In this tornarssuk many have been fain to see a beneficent supreme being whom the Eskimos worship; answering, accordingly, to our God. Nevertheless he was, on the introduction of Christianity, transformed into the devil, with whom he is now synonymous. I cannot help believing that Egede and the first missionaries have had some hand in working-up this conception of him as God. They no doubt started, as many missionaries do even to this day, from the hypothesis that every people must have a conception of God or of a beneficent supreme being, and, assuming this, they probably cross-questioned the poor heathen so long about their tornarssuk, that they at last came to answer just what their questioners desired.
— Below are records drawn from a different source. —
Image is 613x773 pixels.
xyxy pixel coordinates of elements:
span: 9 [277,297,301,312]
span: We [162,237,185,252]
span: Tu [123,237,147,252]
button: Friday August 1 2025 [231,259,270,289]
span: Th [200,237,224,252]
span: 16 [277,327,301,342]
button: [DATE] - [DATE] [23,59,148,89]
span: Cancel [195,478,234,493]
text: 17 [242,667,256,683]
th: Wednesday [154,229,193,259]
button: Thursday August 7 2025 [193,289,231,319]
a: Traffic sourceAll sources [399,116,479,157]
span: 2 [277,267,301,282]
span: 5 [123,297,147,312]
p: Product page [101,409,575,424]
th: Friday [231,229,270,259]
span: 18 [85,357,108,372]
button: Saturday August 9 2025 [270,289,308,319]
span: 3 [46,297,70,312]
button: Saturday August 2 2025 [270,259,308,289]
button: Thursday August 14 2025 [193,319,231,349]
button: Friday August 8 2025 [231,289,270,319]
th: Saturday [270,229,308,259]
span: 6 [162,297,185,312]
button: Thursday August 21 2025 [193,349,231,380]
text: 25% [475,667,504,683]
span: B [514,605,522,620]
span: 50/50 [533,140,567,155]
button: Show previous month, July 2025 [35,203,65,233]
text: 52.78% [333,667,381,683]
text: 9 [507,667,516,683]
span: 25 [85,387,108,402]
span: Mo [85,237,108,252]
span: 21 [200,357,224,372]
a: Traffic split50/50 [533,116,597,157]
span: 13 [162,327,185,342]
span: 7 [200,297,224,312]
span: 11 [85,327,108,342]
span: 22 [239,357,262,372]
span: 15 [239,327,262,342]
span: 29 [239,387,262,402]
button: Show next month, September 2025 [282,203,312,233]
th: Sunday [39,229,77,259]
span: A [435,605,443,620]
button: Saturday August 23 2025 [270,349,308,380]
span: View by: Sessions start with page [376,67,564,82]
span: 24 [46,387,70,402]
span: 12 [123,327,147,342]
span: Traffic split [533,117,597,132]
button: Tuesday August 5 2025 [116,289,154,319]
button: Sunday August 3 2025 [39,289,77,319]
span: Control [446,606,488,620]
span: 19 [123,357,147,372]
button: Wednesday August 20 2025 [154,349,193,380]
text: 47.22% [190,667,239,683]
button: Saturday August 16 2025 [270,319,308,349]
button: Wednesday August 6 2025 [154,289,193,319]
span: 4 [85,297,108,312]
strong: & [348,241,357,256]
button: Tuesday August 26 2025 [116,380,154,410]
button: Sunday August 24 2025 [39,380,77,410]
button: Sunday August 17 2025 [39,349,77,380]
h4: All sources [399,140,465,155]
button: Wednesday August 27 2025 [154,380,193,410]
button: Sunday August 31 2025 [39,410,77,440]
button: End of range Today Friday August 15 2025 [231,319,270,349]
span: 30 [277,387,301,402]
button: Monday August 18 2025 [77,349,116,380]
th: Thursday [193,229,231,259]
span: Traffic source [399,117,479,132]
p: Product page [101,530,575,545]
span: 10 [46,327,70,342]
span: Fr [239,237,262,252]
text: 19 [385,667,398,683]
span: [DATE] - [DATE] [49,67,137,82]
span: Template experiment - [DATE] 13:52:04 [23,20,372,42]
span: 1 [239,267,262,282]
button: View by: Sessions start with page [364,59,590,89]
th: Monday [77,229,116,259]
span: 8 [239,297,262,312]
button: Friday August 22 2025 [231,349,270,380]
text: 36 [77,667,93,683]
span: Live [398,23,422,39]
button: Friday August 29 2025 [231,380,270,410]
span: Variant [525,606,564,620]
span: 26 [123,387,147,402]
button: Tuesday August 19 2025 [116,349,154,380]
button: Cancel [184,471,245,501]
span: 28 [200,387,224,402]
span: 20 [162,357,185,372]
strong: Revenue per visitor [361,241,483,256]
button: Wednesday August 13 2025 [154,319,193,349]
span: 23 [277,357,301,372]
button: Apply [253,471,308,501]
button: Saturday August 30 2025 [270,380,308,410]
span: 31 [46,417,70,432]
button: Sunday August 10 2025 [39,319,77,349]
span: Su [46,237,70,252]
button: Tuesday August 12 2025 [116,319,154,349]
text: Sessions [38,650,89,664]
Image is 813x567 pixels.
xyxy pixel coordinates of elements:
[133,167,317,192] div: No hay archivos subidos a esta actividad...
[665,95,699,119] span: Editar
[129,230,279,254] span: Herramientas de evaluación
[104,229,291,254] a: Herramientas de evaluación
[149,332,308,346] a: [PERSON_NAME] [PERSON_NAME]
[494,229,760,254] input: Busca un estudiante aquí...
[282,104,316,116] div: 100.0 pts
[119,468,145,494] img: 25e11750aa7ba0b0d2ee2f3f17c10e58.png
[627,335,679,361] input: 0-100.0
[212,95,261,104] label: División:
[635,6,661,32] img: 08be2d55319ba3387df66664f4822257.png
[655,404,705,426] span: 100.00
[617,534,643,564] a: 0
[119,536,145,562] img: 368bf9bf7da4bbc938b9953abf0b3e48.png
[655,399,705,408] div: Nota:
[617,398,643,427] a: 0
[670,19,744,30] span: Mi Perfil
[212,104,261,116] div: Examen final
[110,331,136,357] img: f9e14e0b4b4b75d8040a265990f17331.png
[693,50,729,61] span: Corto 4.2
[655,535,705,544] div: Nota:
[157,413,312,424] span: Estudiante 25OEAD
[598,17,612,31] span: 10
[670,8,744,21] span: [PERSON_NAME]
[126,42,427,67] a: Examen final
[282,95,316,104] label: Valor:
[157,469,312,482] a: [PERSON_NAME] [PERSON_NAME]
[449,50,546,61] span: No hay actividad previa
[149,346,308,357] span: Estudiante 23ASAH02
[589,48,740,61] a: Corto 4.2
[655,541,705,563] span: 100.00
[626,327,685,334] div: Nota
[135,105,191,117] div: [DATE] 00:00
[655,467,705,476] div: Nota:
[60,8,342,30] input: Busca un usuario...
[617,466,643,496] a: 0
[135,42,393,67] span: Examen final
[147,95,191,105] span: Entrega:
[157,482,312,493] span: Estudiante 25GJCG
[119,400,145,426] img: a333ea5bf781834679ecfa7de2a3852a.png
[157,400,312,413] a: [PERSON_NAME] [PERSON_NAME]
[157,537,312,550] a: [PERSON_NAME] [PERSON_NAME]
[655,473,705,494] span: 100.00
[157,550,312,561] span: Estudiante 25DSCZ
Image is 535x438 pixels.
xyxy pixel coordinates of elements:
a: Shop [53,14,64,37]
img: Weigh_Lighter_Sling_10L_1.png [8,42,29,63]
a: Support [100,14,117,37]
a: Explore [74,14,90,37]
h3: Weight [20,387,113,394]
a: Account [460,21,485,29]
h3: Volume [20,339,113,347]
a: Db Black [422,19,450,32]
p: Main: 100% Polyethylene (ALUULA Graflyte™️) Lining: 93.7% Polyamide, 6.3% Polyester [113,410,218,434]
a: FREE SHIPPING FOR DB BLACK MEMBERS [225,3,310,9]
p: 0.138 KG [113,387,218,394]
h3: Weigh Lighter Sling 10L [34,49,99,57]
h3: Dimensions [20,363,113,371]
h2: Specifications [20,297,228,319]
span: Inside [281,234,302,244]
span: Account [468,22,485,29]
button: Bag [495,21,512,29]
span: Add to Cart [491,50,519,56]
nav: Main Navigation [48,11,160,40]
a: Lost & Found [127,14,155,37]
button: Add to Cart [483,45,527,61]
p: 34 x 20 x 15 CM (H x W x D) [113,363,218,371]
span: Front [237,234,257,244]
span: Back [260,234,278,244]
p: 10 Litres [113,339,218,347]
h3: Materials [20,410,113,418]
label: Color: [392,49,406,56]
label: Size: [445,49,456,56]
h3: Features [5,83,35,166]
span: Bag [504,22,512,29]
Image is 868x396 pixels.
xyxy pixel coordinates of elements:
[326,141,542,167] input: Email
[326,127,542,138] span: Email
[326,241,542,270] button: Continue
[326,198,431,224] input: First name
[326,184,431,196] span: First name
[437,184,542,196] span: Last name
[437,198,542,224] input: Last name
Moreover, they doubtless talked so much of their good and almighty God that the heathen priests, in order not to be beaten, began to maintain that they, too, had such a God to help them. That the tornarssuk was not so great a spirit as is commonly stated seems evident from Captain Holm’s account of the heathen East Greenlanders’ belief. Their tornarssuk is a much less imposing creature, who dwells in the sea, and whom many people, both angekoks and others, can see and have seen. They therefore describe him with great exactitude, and have even numerous representations of him. He is long, like a large seal, but fatter than a seal, and has, among other things, long tentacles. Holm, judging from their descriptions, has come to the heretical opinion that he must be an ordinary cuttle-fish. He devours the souls of those whom he can capture, and is often quite red with blood. One must admit that if this creature is descended from our innate conception of God, he has deplorably degenerated. Moreover, he is not, on the east coast, one and indivisible; but every angekok, according to Holm, has his tornarssuk. He has also a coadjutor, aperketek, a black animal as much as two ells in length, and with great ‘knife-tongs in his head.’ Holm says expressly that he could discover no trace of a conception of the tornarssuk as the master of the tornak; and we are thus forced to subtract a little from the power and importance attributed to this spirit by former authors.[86]